From the food that we eat to the company we keep, the visuals we consume through our eyes, and the news and music that we tune in to, humans are incredibly subtle creatures, constantly in a state of absorption and integration. If we expose ourselves to a constant stream of overstimulation, we become overstimulated beings, which in turn limits our capacity to rest, to hold complexity, to integrate new information and to access pleasure and joy.
Rest as a doorway to pleasure
One of the more harrowing realisations that I had during my experience of burnout was my inability to access pleasure and joy. At the height of my fatigue, I lost my appetite and my sense of taste, the sweetest of company failed to soothe, and I felt drained of sensuality, pleasure and desire. In my exhaustion, I gravitated to low-quality, tamasic forms of rest – numbing and succumbing, as opposed to relishing and resting. In my work with others who have experienced chronic stress, trauma and/or burnout, there is a common theme of grief surrounding pleasure (and its absence).
From a nervous system perspective, pleasure, intimacy and joy require a blended activation that involves the ventral vagal complex. This means that often, when we slow down and practice attuning to our bodies, pleasure and joy also return.
In the practice of slowing down, the invitation is to alter the speed at which you generally engage with the world. Gently over time, the impact of repeatedly slowing down anchors you in the present, providing access to more spontaneous and unplanned experiences of pleasure and joy. This is markedly different from responsive slowing down, as a result of burnout, illness, the end of the day/week/term, scheduled holidays or “earned” rest. It is also very different from the famine or feast variety of pleasure, when we abstain and then “treat ourselves” when we are “deserving” or can no longer hold out. Here, pace, presence and pleasure are intimately connected.

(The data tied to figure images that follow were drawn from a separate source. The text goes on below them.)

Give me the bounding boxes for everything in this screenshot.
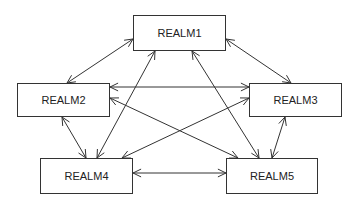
edge-realm1-realm3 — [226, 39, 291, 83]
node-label: REALM2 — [41, 94, 85, 106]
node-realm2: REALM2 — [17, 83, 110, 117]
node-realm3: REALM3 — [249, 83, 342, 117]
edge-realm2-realm5 — [110, 98, 238, 158]
arrowhead-icon — [79, 149, 86, 158]
node-label: REALM3 — [273, 94, 317, 106]
node-realm1: REALM1 — [133, 15, 226, 51]
node-realm5: REALM5 — [226, 158, 318, 194]
edge-realm1-realm2 — [67, 39, 133, 83]
edge-realm3-realm4 — [122, 98, 249, 158]
realm-network-diagram: REALM1 REALM2 REALM3 REALM4 REALM5 — [0, 0, 355, 206]
edge-realm3-realm5 — [272, 117, 285, 158]
edge-realm2-realm4 — [62, 117, 86, 158]
arrowhead-icon — [62, 117, 69, 126]
node-label: REALM4 — [64, 170, 108, 182]
node-realm4: REALM4 — [40, 158, 133, 194]
node-label: REALM1 — [157, 27, 201, 39]
node-label: REALM5 — [250, 170, 294, 182]
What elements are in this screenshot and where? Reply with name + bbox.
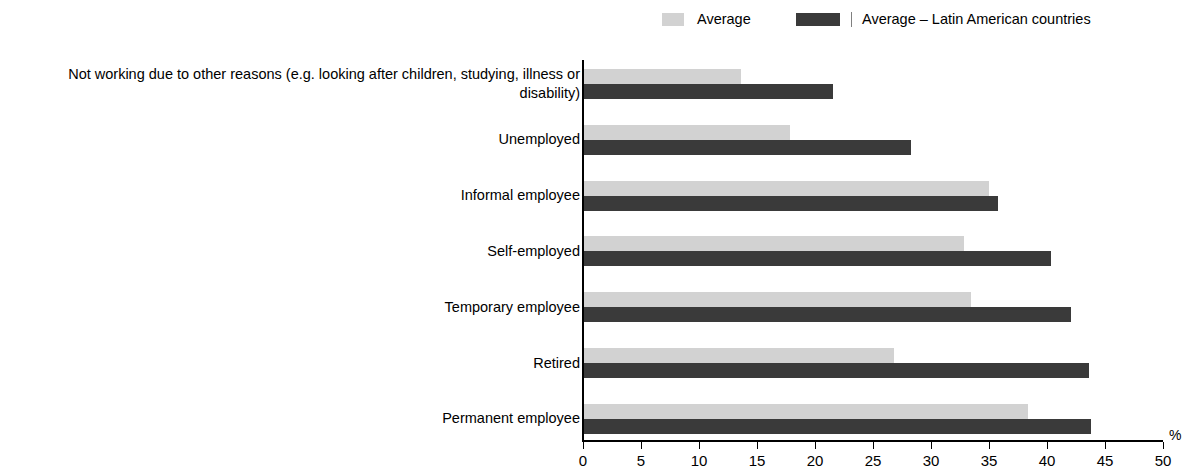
bar-average-latin-american-countries	[584, 196, 998, 211]
category-label: Informal employee	[5, 186, 580, 205]
x-axis-tick	[989, 442, 990, 449]
x-axis-tick-label: 10	[679, 452, 719, 470]
bar-average	[584, 292, 971, 307]
bar-average-latin-american-countries	[584, 84, 833, 99]
x-axis-tick	[1163, 442, 1164, 449]
x-axis-tick	[583, 442, 584, 449]
bar-average-latin-american-countries	[584, 307, 1071, 322]
x-axis-tick-label: 45	[1085, 452, 1125, 470]
category-label: Retired	[5, 354, 580, 373]
x-axis-tick-label: 0	[563, 452, 603, 470]
x-axis-tick-label: 25	[853, 452, 893, 470]
bar-average	[584, 69, 741, 84]
bar-average-latin-american-countries	[584, 363, 1089, 378]
bar-average-latin-american-countries	[584, 140, 911, 155]
bar-average	[584, 348, 894, 363]
x-axis-tick-label: 35	[969, 452, 1009, 470]
bar-average	[584, 236, 964, 251]
bar-average	[584, 404, 1028, 419]
x-axis-tick	[641, 442, 642, 449]
x-axis-tick	[1047, 442, 1048, 449]
x-axis-tick-label: 20	[795, 452, 835, 470]
x-axis-tick	[757, 442, 758, 449]
category-label: Permanent employee	[5, 409, 580, 428]
x-axis-tick-label: 50	[1143, 452, 1183, 470]
x-axis-tick-label: 30	[911, 452, 951, 470]
x-axis-tick-label: 5	[621, 452, 661, 470]
bar-average	[584, 181, 989, 196]
x-axis-tick	[931, 442, 932, 449]
x-axis-tick-label: 40	[1027, 452, 1067, 470]
x-axis-tick-label: 15	[737, 452, 777, 470]
x-axis-tick	[699, 442, 700, 449]
bar-average-latin-american-countries	[584, 419, 1091, 434]
x-axis-unit-label: %	[1169, 427, 1181, 443]
category-label: Temporary employee	[5, 298, 580, 317]
x-axis-tick	[1105, 442, 1106, 449]
x-axis-tick	[873, 442, 874, 449]
bar-chart-plot-area: % 05101520253035404550 Not working due t…	[0, 0, 1187, 476]
x-axis-tick	[815, 442, 816, 449]
category-label: Not working due to other reasons (e.g. l…	[5, 65, 580, 103]
category-label: Unemployed	[5, 130, 580, 149]
category-label: Self-employed	[5, 242, 580, 261]
bar-average-latin-american-countries	[584, 251, 1051, 266]
bar-average	[584, 125, 790, 140]
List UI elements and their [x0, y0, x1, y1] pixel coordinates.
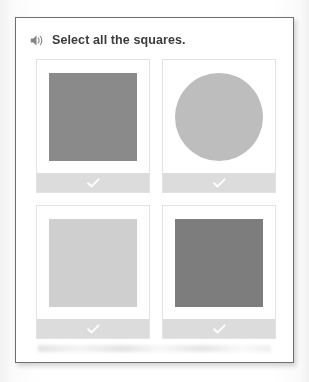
- tile-bottom-left[interactable]: [36, 205, 150, 339]
- shape-area: [37, 60, 149, 173]
- speaker-icon[interactable]: [30, 34, 45, 47]
- tile-selected-bar: [163, 173, 275, 192]
- shape-square: [49, 219, 137, 307]
- tile-grid: [36, 59, 276, 339]
- captcha-panel: Select all the squares.: [15, 17, 294, 363]
- prompt-row: Select all the squares.: [30, 31, 186, 49]
- tile-top-left[interactable]: [36, 59, 150, 193]
- speaker-icon-glyph: [30, 34, 45, 47]
- shape-circle: [175, 73, 263, 161]
- shape-square: [175, 219, 263, 307]
- tile-selected-bar: [163, 319, 275, 338]
- shape-area: [37, 206, 149, 319]
- shape-area: [163, 60, 275, 173]
- check-icon: [87, 178, 100, 188]
- shape-area: [163, 206, 275, 319]
- tile-selected-bar: [37, 319, 149, 338]
- check-icon: [213, 178, 226, 188]
- prompt-text: Select all the squares.: [52, 33, 186, 47]
- tile-top-right[interactable]: [162, 59, 276, 193]
- shape-square: [49, 73, 137, 161]
- check-icon: [87, 324, 100, 334]
- tile-selected-bar: [37, 173, 149, 192]
- tile-bottom-right[interactable]: [162, 205, 276, 339]
- page-background: Select all the squares.: [0, 0, 309, 382]
- check-icon: [213, 324, 226, 334]
- blurred-caption-strip: [38, 345, 271, 352]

Embodied Rest Practice: Nature Gazing
This rest practice requires no special props or resources, and can be practiced inside or outside. Spending time in nature or gazing at nature supports a return to the ventral vagal relaxation response. For this meditative practice, you could either take yourself outside into nature, or position yourself at a window, looking out into nature. Your gaze should steadily fixate on either an object of nature or the space in between two objects of nature. Your focus point should be alive (not plucked or dried leaves). The energy or intention recommended is one of resting with, surrendering, and remembering. As you gaze out into nature, take in as much detail as you can, so that you become intimately aware of the object of your focus. Soften your eyes and your jaw.
Open up to the possibility that the gazing practice is, in a sense, mutual. That just as you are considering the object of your focus, it too is considering you. That despite the clear differences between you and the object, there is much that is similar between you. Can you feel the similarities?
This practice can be engaged in for up to one hour or more, or for a shorter period of time (i.e. 10 minutes). When you do exit the practice, take a moment and see if there is anything that you would like to take with you as an insight, a memory or an imprint.